Health and Human Services Office of Refugee Resettlement (ORR) officials made the disgusting declarations during a court hearing in an ongoing lawsuit launched by the American Civil Liberties Union (ACLU). Government investigators said last month that they have no idea exactly how many kids were stolen by the administration prior to the official implementation of the barbaric “zero tolerance” policy, or where exactly they all ended up. Figuring it all out, officials claimed in response, was not a possibility.
"Even if performing the analysis Plaintiffs seek were within the realm of the possible,” said ORR’s Jallyn Sualog, “it would substantially imperil ORR's ability to perform its core functions without significant increases in appropriations from Congress, and a rapid, dramatic expansion of the ORR data team.” Not that officials would be remotely interested in reuniting families they tore apart in the first place. Returning kids to their parents, Sualog continued, “would destabilize the permanency of their existing home environment, and could be traumatic to the children.” A little late for that, don’t you think?

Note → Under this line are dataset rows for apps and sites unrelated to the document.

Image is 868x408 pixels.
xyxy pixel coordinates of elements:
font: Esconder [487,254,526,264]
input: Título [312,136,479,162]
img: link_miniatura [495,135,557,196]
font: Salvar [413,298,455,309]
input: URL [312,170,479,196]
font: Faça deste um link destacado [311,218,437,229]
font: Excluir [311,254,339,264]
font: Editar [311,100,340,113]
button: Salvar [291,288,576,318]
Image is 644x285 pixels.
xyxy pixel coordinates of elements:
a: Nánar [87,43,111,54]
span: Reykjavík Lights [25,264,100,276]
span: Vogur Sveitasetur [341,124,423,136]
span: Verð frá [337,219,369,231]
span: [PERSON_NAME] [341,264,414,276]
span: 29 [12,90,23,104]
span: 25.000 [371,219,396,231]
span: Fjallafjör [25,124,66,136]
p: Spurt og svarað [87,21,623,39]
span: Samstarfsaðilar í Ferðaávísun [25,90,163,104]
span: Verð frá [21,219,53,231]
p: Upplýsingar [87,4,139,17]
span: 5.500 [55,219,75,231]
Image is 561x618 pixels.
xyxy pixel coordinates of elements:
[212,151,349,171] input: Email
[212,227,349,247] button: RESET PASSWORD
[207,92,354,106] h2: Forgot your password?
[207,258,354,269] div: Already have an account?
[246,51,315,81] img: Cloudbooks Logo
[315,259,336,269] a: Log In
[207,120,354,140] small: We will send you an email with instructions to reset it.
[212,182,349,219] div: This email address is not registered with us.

A group of mothers who were victims of the “zero tolerance” policy actually have sued for the costs of mental health counseling, but the administration’s response was to try and have that lawsuit thrown out, claiming these kids weren’t their problem anymore. “They are saying they just don’t care,” said Michelle Brané of the Migrant Rights and Justice Program at the Women’s Refugee Commission. “It’s shocking from a human rights perspective for a government to behave this way.”
The ACLU now wants the children who were stolen prior to the official policy to be included in the June ruling that ordered the administration to reunite separated families. A hearing will be held later this month. But even children court-ordered to be reunited with their families continue to remain in U.S. custody, months after Judge Dana Sabraw’s ruling.
“This latest news,” Congress member Joaquin Castro of Texas tweeted, “also makes clear that Judge Sabraw botched this case. He should have appointed a Special Master—after his initial ruling—with full powers to reunify the children and parents.” He also should have sent Department of Homeland Security Secretary Kirstjen Nielsen and Health and Human Services Secretary Alex Azar to jail for contempt of court, because family separation remains a crisis.